Can you handle the build as well as the design?
Yes — that's the whole point of the studio. One contract, one point of contact, no finger-pointing between architect and builder when something needs a decision on site. In Harlyn specifically, we'd start by checking AONB landscape sensitivity before committing to a direction.
What about the Party Wall Act?
If you share a wall with a neighbour or build close to a boundary, the Act applies. We flag it early, recommend a surveyor and keep the programme aligned with the notice period.
How much does an extension cost in Cornwall?
Build costs in Cornwall typically run from around £2,200 to £3,200 per square metre for a good-quality single-storey extension, more for kitchen-grade fit-out or complex glazing. We give a realistic budget before drawings start, not after.
How long does the whole process take?
Allow roughly three months for design and approvals, then twelve to twenty weeks on site for a typical single-storey extension. Wraparounds and two-storey add-ons take longer, mostly through approval and groundworks.
Do I need planning permission for an extension?

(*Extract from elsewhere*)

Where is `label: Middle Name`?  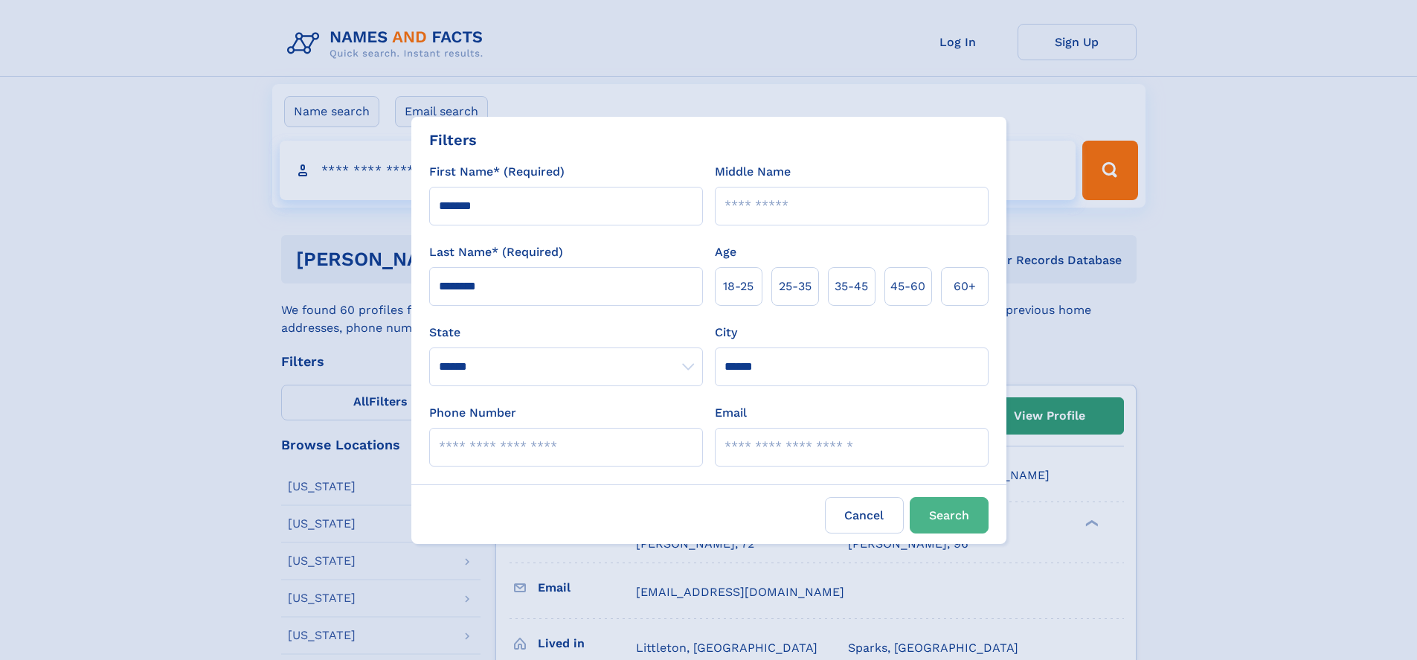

Often no — single-storey rear extensions, side extensions and modest two-storey additions can sit inside permitted development on a typical detached house. Conservation Areas, AONB and Article 4 zones remove some of those rights, so we always check the address first.

The PL28 stretch of North Cornwall has its own rhythm; our extension work respects it, and Cornwall Council usually responds in kind.